18 pages • 36 minutes read
Content Warning: Images in “The Children’s Crusade: Birmingham—1963” depict violence against children and other disturbing imagery.
“What Shall I Tell My Children Who Are Black? (Reflections of an African-American Mother)” by Margaret Burroughs (1963)
Like the mother in “Ballad of Birmingham,” the speaker in Burroughs’s poem is committed to keeping her child safe. In “Ballad of Birmingham,” the mother worries over immediate threats to her child’s safety if the child protests. The mother in Burroughs’s poem is more concerned about the corrosive influence of racism on her children’s identities; she acts by educating her children about their past, while the mother in “Ballad of Birmingham” seeks to insulate her daughter, with tragic results.
“The Last Quatrain of the Ballad of Emmett Till” by Gwendolyn Brooks (1960)
Like Randall, Gwendolyn Brooks relies on historical allusion—in this case, the lynching of 14-year-old Emmett Till—to examine the impact of racial violence on mothers and their children. Where Randall hews to the traditional ballad form, Brooks relies on vivid imagery to paint a realistic picture of what life is like after the death of the child. The contrasts between the two poems help highlight the strong storytelling elements Randall uses to recount popular Black history.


▶ [TASK DESCRIPTION]
Copy out all the lines of the data precisely, omitting any pictures.

[Stored items from a collection]

=-=-=-=-=

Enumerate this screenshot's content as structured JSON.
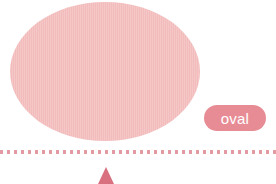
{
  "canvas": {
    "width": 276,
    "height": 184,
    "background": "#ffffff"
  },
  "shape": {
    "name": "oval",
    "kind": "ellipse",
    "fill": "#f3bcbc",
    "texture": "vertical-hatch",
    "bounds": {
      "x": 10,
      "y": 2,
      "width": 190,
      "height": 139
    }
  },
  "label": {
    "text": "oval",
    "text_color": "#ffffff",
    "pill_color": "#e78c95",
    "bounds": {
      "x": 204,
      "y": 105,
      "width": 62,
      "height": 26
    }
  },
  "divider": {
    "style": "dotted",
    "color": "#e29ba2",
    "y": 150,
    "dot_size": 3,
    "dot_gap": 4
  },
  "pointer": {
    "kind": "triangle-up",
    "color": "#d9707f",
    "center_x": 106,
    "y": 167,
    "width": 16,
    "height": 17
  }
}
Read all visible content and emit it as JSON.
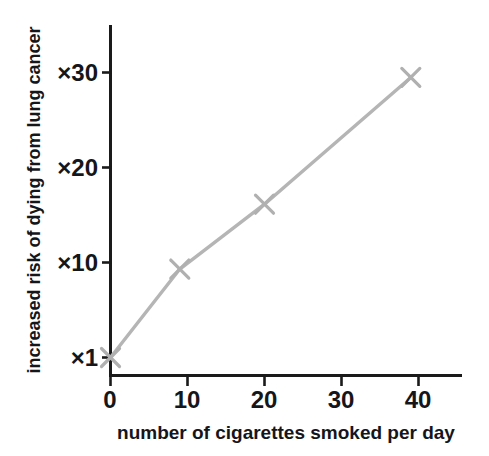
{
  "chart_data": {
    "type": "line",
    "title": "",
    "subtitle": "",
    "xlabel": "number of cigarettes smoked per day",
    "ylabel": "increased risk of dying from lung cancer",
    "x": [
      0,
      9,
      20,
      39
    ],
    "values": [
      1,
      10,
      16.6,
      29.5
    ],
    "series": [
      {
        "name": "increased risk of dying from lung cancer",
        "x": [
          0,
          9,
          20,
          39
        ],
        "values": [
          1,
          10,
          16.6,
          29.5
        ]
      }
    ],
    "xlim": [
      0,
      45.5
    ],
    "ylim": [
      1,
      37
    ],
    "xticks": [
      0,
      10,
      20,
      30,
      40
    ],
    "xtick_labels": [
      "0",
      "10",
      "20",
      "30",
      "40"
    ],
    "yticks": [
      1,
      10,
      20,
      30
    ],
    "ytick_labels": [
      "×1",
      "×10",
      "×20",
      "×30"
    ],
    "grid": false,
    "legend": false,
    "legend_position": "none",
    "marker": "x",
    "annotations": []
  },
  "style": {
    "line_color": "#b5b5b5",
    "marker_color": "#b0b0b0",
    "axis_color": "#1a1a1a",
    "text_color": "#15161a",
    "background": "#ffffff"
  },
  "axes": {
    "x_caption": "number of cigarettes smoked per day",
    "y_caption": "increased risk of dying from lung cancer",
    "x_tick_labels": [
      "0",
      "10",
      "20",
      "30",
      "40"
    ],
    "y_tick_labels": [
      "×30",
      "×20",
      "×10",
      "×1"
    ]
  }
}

=-=-=-=-=

▶ [EXERCISE ANSWER]
Enumerate this screenshot's content as structured JSON.
{
  "canvas": {
    "width": 276,
    "height": 184,
    "background": "#ffffff"
  },
  "shape": {
    "name": "oval",
    "kind": "ellipse",
    "fill": "#f3bcbc",
    "texture": "vertical-hatch",
    "bounds": {
      "x": 10,
      "y": 2,
      "width": 190,
      "height": 139
    }
  },
  "label": {
    "text": "oval",
    "text_color": "#ffffff",
    "pill_color": "#e78c95",
    "bounds": {
      "x": 204,
      "y": 105,
      "width": 62,
      "height": 26
    }
  },
  "divider": {
    "style": "dotted",
    "color": "#e29ba2",
    "y": 150,
    "dot_size": 3,
    "dot_gap": 4
  },
  "pointer": {
    "kind": "triangle-up",
    "color": "#d9707f",
    "center_x": 106,
    "y": 167,
    "width": 16,
    "height": 17
  }
}
Read all visible content and emit it as JSON.
{
  "chart_data": {
    "type": "line",
    "title": "",
    "subtitle": "",
    "xlabel": "number of cigarettes smoked per day",
    "ylabel": "increased risk of dying from lung cancer",
    "x": [
      0,
      9,
      20,
      39
    ],
    "values": [
      1,
      10,
      16.6,
      29.5
    ],
    "series": [
      {
        "name": "increased risk of dying from lung cancer",
        "x": [
          0,
          9,
          20,
          39
        ],
        "values": [
          1,
          10,
          16.6,
          29.5
        ]
      }
    ],
    "xlim": [
      0,
      45.5
    ],
    "ylim": [
      1,
      37
    ],
    "xticks": [
      0,
      10,
      20,
      30,
      40
    ],
    "xtick_labels": [
      "0",
      "10",
      "20",
      "30",
      "40"
    ],
    "yticks": [
      1,
      10,
      20,
      30
    ],
    "ytick_labels": [
      "×1",
      "×10",
      "×20",
      "×30"
    ],
    "grid": false,
    "legend": false,
    "legend_position": "none",
    "marker": "x",
    "annotations": []
  },
  "style": {
    "line_color": "#b5b5b5",
    "marker_color": "#b0b0b0",
    "axis_color": "#1a1a1a",
    "text_color": "#15161a",
    "background": "#ffffff"
  },
  "axes": {
    "x_caption": "number of cigarettes smoked per day",
    "y_caption": "increased risk of dying from lung cancer",
    "x_tick_labels": [
      "0",
      "10",
      "20",
      "30",
      "40"
    ],
    "y_tick_labels": [
      "×30",
      "×20",
      "×10",
      "×1"
    ]
  }
}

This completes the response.